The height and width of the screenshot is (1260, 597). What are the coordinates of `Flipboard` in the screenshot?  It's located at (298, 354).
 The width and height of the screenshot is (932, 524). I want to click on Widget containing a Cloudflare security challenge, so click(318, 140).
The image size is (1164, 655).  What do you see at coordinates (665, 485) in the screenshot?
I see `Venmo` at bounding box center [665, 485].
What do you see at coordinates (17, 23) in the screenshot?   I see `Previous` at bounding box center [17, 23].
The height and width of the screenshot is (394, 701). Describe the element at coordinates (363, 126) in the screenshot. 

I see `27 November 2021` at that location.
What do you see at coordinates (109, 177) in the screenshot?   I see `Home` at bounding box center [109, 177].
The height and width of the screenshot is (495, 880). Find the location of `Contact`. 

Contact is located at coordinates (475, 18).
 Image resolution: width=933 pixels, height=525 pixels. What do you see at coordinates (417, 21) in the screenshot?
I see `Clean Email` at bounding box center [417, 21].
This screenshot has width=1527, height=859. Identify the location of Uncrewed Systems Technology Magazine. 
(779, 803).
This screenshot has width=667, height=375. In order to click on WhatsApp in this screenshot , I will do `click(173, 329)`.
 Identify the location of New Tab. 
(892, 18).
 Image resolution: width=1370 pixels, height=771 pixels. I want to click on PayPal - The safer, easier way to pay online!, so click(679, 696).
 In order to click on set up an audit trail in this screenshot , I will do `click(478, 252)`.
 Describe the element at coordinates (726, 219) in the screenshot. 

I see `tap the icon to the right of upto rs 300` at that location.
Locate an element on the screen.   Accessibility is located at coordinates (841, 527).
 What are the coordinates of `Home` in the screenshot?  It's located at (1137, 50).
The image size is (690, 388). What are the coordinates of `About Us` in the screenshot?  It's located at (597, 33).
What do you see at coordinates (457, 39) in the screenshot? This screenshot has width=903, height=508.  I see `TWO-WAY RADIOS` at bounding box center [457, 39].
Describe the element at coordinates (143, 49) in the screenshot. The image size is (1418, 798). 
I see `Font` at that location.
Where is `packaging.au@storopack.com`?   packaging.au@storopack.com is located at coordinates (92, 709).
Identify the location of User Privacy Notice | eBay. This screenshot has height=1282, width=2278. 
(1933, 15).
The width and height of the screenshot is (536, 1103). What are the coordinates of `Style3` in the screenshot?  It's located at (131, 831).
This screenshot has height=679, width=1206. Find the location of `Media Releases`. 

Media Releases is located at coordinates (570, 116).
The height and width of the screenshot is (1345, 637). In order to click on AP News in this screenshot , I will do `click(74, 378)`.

***

# Work request
Show all lines in the preceding material that have "Home" in them.

# Reply
What do you see at coordinates (109, 177) in the screenshot?   I see `Home` at bounding box center [109, 177].
 What are the coordinates of `Home` in the screenshot?  It's located at (1137, 50).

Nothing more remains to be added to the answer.